Government-sponsored facial recognition aside, I was gonna celebrate this as a rare event of a government doing something right, but then
The measures don’t apply to researchers or to what machine translation of the rules describes as “algorithm training activities” – suggesting images of citizens’ faces are fair game when used to train AI models.
and I feel like that undermines the entire idea, since you can easily hide behind that excuse and not give a shit. And given previous circumstances, I feel like a lot of companies are gonna get away with it.
That’s a fantastic move but it also goes under “worst guy you know makes a great point”.
And that guy is likely lying about it too.
They didn’t include government surveillance in that. I don’t doubt for a second the Chinese government’s willingness to regulate hotel door locks and whatnot. Better question is how much resources go into enforcement (zero isn’t a terrible bet) and how quickly businesses respond to the new regulations (I honestly don’t know China in that respect but I could see an American hotel in the same situation waiting until somebody proverbially twisted their arm on the issue).
I’m sure that ban doesn’t apply to government operated facial recognition cameras though.
I think it’d be naive to assume your own government isn’t doing the same thing
The thumbnail art is cool af
Facial recognition is dystopian, sure. But its also a security risk against foreign adversaries. No, sir, it is not `on brand´ for China.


◆ INSTRUCTIONS FOR THE TASK ◆
Search the entries for the word "coated". Copy each line in which it is found.

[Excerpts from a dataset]

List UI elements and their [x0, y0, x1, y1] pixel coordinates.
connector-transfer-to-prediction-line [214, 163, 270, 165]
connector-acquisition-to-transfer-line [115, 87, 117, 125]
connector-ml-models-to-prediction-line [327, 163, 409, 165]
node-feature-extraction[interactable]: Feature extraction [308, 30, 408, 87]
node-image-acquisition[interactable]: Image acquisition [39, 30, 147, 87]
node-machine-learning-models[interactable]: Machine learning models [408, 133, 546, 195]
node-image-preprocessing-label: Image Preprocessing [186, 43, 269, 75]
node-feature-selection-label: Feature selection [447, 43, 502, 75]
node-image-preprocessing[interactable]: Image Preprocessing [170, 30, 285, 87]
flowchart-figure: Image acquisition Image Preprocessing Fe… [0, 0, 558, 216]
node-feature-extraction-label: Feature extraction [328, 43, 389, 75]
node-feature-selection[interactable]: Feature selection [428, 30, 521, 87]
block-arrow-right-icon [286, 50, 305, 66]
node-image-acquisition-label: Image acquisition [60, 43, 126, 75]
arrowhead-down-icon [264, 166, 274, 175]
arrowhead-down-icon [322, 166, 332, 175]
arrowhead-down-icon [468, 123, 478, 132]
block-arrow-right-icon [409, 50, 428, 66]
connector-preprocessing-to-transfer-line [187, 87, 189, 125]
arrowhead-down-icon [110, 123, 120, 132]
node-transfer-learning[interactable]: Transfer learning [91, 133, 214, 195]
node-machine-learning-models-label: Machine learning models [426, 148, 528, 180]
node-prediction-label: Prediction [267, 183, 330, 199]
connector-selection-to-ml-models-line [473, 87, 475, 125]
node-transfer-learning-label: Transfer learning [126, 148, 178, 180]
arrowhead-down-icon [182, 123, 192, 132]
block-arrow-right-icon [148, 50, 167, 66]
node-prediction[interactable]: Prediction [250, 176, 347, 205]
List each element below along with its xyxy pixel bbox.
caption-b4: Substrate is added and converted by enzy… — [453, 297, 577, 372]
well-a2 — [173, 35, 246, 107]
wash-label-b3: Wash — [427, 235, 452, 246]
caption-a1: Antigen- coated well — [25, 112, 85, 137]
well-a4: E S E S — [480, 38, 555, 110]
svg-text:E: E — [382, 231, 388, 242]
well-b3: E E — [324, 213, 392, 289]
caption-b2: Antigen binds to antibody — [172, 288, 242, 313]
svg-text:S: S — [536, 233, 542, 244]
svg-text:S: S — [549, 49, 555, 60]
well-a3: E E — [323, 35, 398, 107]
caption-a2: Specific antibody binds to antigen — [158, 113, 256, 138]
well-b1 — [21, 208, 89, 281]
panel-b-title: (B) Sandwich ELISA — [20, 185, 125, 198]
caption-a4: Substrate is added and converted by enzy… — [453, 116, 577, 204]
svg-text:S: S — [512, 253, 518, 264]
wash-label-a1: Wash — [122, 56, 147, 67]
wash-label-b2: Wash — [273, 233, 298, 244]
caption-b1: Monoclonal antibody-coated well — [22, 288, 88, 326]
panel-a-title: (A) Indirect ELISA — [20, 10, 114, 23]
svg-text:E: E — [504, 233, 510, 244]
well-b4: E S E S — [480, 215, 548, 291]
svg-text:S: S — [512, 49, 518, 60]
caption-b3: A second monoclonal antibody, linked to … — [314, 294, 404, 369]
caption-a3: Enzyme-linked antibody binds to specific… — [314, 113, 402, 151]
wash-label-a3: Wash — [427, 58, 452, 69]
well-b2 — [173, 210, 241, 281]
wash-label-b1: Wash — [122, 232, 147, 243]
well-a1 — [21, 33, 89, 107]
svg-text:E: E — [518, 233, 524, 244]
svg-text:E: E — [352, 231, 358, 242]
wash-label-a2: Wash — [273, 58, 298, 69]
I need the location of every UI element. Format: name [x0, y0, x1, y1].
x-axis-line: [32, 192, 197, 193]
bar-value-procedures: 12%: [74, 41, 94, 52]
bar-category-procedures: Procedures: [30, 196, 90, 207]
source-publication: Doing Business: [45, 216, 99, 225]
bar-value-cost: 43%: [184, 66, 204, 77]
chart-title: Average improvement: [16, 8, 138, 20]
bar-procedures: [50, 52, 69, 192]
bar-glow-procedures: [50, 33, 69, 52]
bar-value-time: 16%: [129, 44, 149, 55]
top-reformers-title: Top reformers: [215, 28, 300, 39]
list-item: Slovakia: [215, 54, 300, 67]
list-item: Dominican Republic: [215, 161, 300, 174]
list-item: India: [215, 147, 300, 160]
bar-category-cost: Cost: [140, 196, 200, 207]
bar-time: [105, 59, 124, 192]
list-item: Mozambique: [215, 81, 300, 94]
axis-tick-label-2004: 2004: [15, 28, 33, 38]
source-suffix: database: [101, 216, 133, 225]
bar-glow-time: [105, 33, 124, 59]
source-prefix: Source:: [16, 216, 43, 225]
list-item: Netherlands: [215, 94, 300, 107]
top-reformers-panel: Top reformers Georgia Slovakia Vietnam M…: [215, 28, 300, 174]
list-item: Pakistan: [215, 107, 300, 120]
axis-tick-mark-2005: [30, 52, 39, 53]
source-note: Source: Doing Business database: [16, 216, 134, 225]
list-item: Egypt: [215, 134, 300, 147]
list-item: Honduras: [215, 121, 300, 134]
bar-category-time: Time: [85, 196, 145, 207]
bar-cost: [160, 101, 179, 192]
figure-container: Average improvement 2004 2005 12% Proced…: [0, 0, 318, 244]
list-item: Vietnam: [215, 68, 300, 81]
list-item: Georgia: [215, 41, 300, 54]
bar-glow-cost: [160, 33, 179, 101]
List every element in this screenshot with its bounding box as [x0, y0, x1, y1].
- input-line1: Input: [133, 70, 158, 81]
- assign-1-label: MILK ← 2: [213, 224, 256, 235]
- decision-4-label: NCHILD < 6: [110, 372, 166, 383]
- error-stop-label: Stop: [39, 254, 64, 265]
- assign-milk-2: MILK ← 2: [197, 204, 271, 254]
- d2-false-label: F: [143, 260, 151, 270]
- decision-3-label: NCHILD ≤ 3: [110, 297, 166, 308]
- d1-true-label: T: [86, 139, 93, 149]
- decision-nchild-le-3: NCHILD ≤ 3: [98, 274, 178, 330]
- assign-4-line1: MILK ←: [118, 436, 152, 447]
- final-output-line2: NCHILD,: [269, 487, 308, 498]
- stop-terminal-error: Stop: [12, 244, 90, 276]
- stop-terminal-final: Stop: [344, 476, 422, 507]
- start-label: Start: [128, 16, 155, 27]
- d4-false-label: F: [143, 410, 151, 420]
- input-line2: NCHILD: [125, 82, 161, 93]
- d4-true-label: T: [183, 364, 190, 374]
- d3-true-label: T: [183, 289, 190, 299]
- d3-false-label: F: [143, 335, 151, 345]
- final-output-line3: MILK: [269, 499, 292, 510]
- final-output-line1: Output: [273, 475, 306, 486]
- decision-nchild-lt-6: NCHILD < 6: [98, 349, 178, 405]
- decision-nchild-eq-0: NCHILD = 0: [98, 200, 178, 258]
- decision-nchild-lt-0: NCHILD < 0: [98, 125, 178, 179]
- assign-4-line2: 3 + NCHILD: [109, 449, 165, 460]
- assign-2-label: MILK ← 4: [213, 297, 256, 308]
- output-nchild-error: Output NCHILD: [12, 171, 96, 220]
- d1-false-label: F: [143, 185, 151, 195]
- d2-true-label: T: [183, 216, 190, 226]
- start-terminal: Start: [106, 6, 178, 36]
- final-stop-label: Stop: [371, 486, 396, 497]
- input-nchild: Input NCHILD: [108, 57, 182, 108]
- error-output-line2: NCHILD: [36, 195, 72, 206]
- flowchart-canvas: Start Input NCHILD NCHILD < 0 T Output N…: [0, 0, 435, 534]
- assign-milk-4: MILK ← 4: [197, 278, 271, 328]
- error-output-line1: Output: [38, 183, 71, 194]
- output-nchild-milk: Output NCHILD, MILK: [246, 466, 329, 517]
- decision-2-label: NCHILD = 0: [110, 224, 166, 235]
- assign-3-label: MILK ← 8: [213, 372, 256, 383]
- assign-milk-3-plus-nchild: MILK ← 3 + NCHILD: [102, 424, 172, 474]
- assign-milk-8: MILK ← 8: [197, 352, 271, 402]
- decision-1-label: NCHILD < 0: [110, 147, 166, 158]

◆ RESPONSE ◆
caption-a1: Antigen- coated well — [25, 112, 85, 137]
caption-b1: Monoclonal antibody-coated well — [22, 288, 88, 326]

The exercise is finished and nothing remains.